Food Frakker: How to eat a very small bluegill

A while ago I openly mused that I should get a fishing license. Julia (my food-frakking deputy) who we have determined does indeed pay attention, subsequently bought me a Texas fishing license and a pole.

My first fishing expedition was this week. I was crossing Lady Bird Lake anyways, so I threw the line in. Results were consistent with the fishing I did as a kid. Most fish ignore attempts to hook them, with the exception of bluegills, which strike the bait the moment it hits the water. And yet, nine times out of ten, the bluegill will strip the worm clean off the hook without a single notch on their lip. The tenth time, the fish you catch is so tiny as to make a fillet cut impossible.

Thankfully, my food frakking experience has lent me the skills to eat a fish in its entirety without stooping to cutting a boneless fillet. This food-frakker will show you how to clean, cook, and eat a very small bluegill fish.

This is the fish which had the misfortune to be the food frakker’s first experiment in wild-caught pan frying.

It’s curious that so many people tell me they would never eat fish out of Lady Bird Lake (the reservoir in the Colorado River that bisects Austin). I wonder if they know that the water coming out of their taps is the same water the fish lives in? Either way, I don’t see myself not eating fish I’ve caught. And the eating process begins with a 78-cent de-scaler.

I was at my friend Peter Gabriel’s house, and the only knife he had was a ludicrously dull and notched paring knife. But it was sufficient for gutting.

(A curious part of the Texas fishing code says that it is a violation to "fail to immediately remove the intestines from tilapia, grass carp, or any other fish listed as harmful". Which makes one wonder, why is it wrong to kill the fish some other way? You can’t just stab it, or cut off its head, you have to disembowel it?)

So the guts are all cleaned out, all the scales have been scraped off, and the fish has been rinsed. Then I cut slanted slashes in each side.

At this point I would rub spices into the slashes: sea salt, pepper, ginger, soy sauce, garlic. You know, tasty stuff.

The next step is breading. You can just toss it in rice flour, or you can do the whole three-step dip: flour, egg, then breadcrumbs or batter. Toss the breaded fish on a pre-heated pan with a coating of oil.

Notice how the slashes separate as it cooks.

Because it’s that kind of operation, we also threw in the one vegetable we had on hand.

When it’s cooked through you just pick the flesh off with a fork.

There’s not much doubt that fish just tastes better when you catch and kill it yourself.

About mbey

Matthew is a writer and editor living in Austin, TX.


__What is needed__. How many lines in the records below contain the word "pixels"? Reply with the number alone.

__Listed records__.

------------------------------

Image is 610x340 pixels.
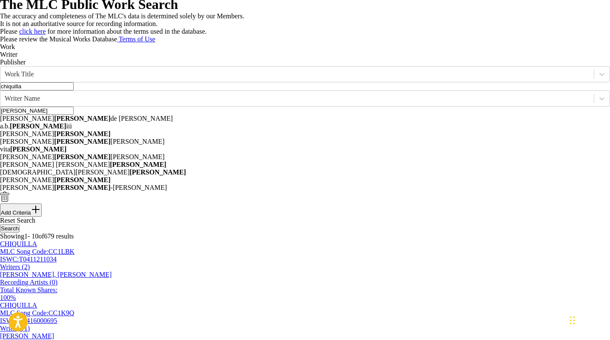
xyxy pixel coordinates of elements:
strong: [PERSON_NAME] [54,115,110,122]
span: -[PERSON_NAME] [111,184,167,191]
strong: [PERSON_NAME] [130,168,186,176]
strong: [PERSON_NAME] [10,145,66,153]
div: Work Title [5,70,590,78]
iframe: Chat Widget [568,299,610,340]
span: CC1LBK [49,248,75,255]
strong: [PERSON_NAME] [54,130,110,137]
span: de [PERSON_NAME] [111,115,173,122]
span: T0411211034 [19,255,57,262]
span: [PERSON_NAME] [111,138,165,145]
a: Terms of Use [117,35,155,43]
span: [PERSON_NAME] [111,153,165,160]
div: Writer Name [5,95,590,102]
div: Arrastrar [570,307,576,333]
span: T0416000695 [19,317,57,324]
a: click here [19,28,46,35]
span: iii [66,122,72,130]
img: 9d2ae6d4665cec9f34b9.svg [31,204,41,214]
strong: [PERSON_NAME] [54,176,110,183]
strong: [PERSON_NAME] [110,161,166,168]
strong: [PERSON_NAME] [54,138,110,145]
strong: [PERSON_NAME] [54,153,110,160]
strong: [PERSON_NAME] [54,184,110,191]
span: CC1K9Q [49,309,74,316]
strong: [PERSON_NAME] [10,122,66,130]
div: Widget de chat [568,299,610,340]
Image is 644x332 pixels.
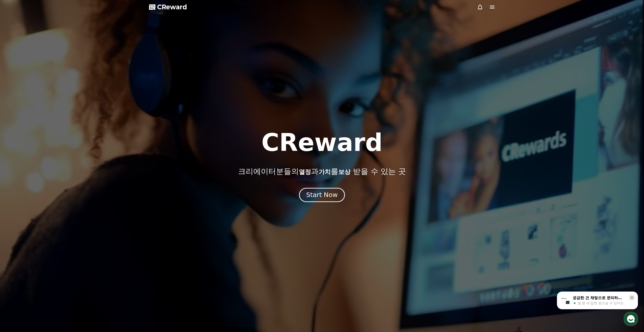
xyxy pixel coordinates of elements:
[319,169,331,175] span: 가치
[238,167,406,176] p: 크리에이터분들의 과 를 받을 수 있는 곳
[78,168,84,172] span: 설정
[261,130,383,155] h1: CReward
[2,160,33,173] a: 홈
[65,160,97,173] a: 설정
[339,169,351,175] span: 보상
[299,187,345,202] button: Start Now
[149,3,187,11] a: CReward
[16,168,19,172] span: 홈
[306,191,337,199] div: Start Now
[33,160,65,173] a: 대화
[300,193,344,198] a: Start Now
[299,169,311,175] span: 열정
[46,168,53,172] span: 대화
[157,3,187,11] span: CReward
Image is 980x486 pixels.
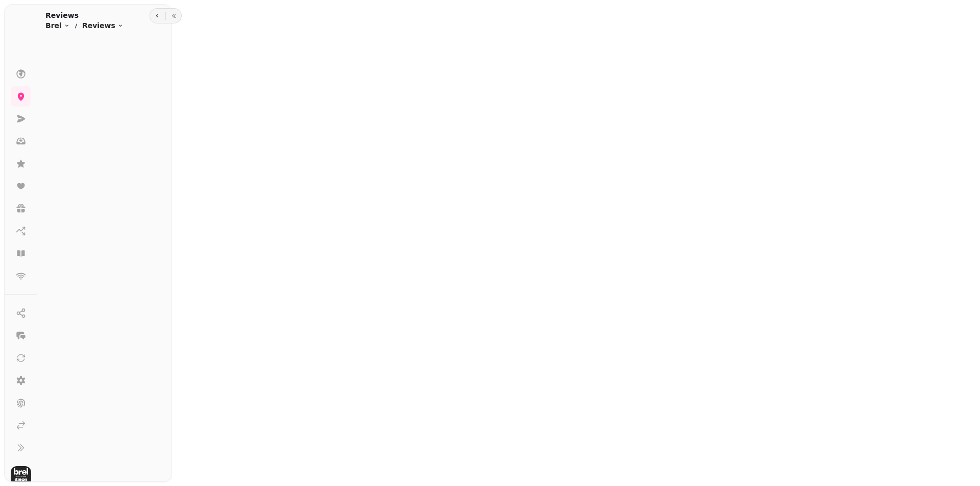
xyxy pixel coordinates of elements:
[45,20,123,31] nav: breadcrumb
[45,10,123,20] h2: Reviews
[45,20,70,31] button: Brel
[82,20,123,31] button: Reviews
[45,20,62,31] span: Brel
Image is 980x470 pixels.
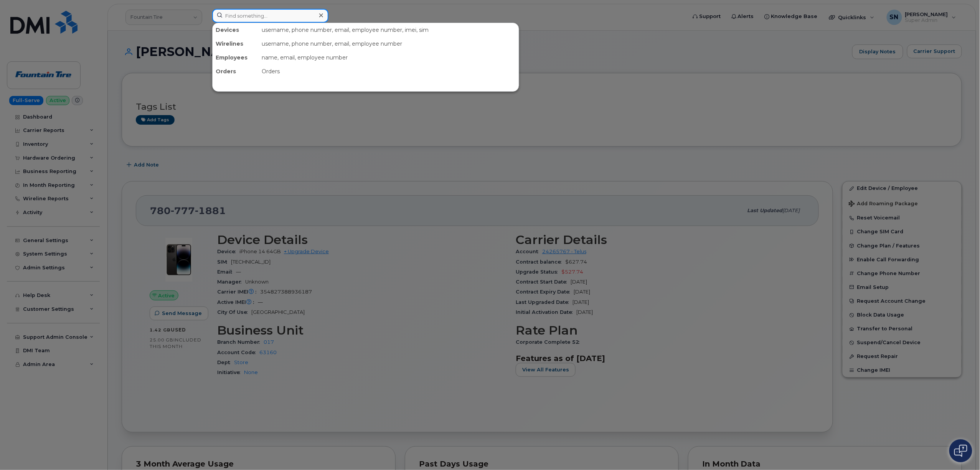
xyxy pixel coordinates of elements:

------------------------------

__Result of this exercise__. 4